Jun. 30 | 2012 Bode-Pearson Prize
Nominations for the 2012 Bode-Pearson Prize for Outstanding Contributions to American Studies due

Jun. 30 | 2012 Mary C. Turpie Prize
Nominations for the 2012 Mary C. Turpie Prize for Outstanding Contributions to American Studies Teaching, Advising, and Program Development due

Oct. 1 | Travel Grants for Graduate Students
For submission guidelines, click here

Resources: Abstracts of American Studies Dissertations

By University | By Year

Sawin, Mark H. Meltzer. "Raising Kane: The Creation and Consequences of Fame in Antebellum America, or, The Thrilling and Tragic Narrative of Elisha Kent Kane and his Transformation into Dr. Kane, the Hero of the Romantic Age," American Studies, University of Texas at Austin, April 2001.

This dissertation illustrates how Elisha Kent Kane, a sickly Philadelphia physician, transformed himself into the nationally celebrated Arctic explorer, “Dr. Kane.” With a constant eye toward the public, Kane, his family, and his publisher, George W. Childs, constructed the perfect words for Dr. Kane’s books, look for Dr. Kane’s image, and stories for Dr. Kane’s biography. They also hid the less-than-perfect aspects of his life-most importantly his engagement to “spirit-rapper” Margaret Fox. Their efforts were enormously successful and by the mid-1850’s Dr. Kane was one of the most famous men in America; he was the subject of plays, songs, poetry, and panorama shows and the celebrated author of Artic Explorations, a book that sold 145,000 copies by the end of the decade. But fame proved a Faustian bargain. After making himself a hero, Kane was horrified to discover that he was a slave to the image he had created.

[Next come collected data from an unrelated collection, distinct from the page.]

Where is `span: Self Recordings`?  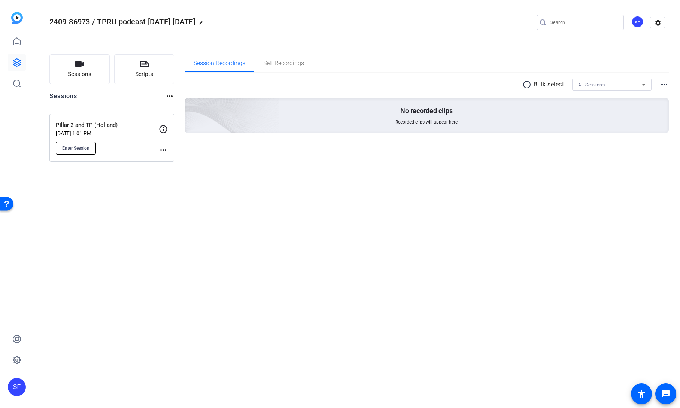
span: Self Recordings is located at coordinates (284, 63).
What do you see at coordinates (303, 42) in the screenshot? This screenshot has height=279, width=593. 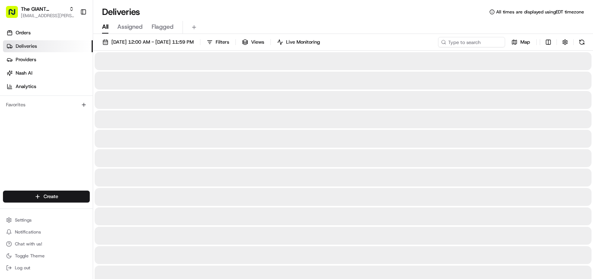 I see `span: Live Monitoring` at bounding box center [303, 42].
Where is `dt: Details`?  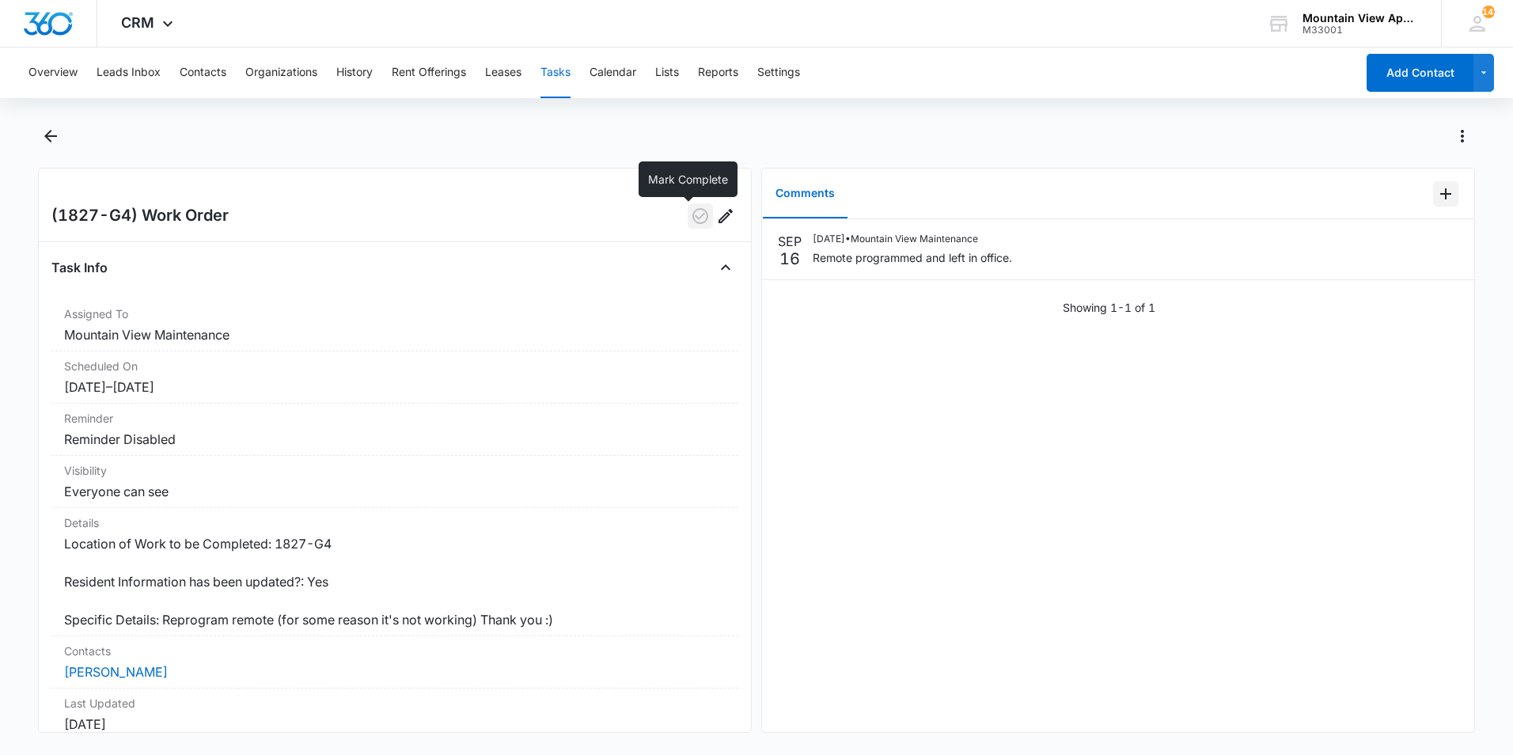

In 1857, at the height of his fame and misery, he died. Unencumbered by Elisha’s human faults and desires, his celebrated alter ego, “Dr. Kane” became the perfect American hero. Embraced by North and South, men and women, science and religion, Dr. Kane became the common hero of a diverse and divided nation. The narrative of Kane’s life and fame is thus emblematic of antebellum American society. He lived and came to symbolize their hopes and fears. As Civil War soldiers noted a few bloody years after his death, he was “the last hero of the United States of America.”